Global arts Professor Yehuda Sharim’s 2019 documentary “Songs That Never End” will continue to be screened at several international venues over the course of the coming weeks.
The documentary examines the displacement refugees grapple with upon relocating. The film follows the Dayans, an Iranian family who fled their home and relocated in Houston where they are met with new struggles, including hurricanes and a contentious presidential election.
Told through the eyes of 9-year-old Hana and her brother, Ali, 14, “Songs That Never End” follows the family’s journey in metropolitan Texas as they build a home in one of the city’s most diverse neighborhoods, where there is also a health clinic run for and by immigrants and refugees. The documentary is an intimate portrayal of displacement, offering insight into the complex emotional experience of refugees as they not only geographically relocate, but mentally and emotionally adjust to a new way of living.
“Songs That Never End” is Sharim’s latest film. Previous work includes “We Are in It” (2016) and “Seeds of All Things” (2018), both of which appeared in various film festivals, universities and artistic venues across the world.
In November, “Songs That Never end” will be screened virtually at UC Merced as well as in Germany and Greece.
UC Merced’s Center for the Humanities will host a virtual screening of the documentary along with a question and answer session with Sharim on Friday, Nov. 13. Registration is available here.
The Obama Institute for Transnational American Studies at Johannes Gutenberg University Mainz in Germany will screen the documentary daily from Saturday, Nov. 14, until Sharim’s culminating talk on Thursday, Nov. 19. Registration is available here.
Humboldt University of Berlin will virtually host Sharim to speak as part of its W.E.B. Du Bois lecture series on Nov. 24. More information is available here.
The Athens Ethnographic Film Festival will also screen “Songs That Never End” from Nov. 26, through Dec. 4.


## [What is being asked]
Of all the entries below, retype only the lines from the one with "Find the location" through the one with "Image resolution: width=1336", exactly as they appear.

Collected data entries

• • •

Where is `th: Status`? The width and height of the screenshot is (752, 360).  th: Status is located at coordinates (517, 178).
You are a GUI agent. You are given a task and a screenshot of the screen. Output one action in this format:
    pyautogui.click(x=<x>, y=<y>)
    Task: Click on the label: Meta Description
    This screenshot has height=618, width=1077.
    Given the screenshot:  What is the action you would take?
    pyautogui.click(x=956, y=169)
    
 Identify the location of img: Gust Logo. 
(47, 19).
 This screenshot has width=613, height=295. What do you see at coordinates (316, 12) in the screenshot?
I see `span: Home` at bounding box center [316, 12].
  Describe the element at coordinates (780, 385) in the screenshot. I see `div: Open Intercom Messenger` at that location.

• • •

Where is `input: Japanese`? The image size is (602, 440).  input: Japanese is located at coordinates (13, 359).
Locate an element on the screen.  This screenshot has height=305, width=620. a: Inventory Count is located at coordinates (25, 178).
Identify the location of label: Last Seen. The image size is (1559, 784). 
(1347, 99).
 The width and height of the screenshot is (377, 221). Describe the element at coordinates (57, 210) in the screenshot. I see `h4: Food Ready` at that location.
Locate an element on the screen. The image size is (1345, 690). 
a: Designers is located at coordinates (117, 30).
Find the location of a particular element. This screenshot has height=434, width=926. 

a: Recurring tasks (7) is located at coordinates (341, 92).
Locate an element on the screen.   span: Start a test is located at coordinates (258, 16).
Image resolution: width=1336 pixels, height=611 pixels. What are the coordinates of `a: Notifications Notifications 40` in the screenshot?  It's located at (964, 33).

• • •

## [Written reply]
Find the location of a particular element. This screenshot has height=434, width=926. 

a: Recurring tasks (7) is located at coordinates (341, 92).
Locate an element on the screen.   span: Start a test is located at coordinates (258, 16).
Image resolution: width=1336 pixels, height=611 pixels. What are the coordinates of `a: Notifications Notifications 40` in the screenshot?  It's located at (964, 33).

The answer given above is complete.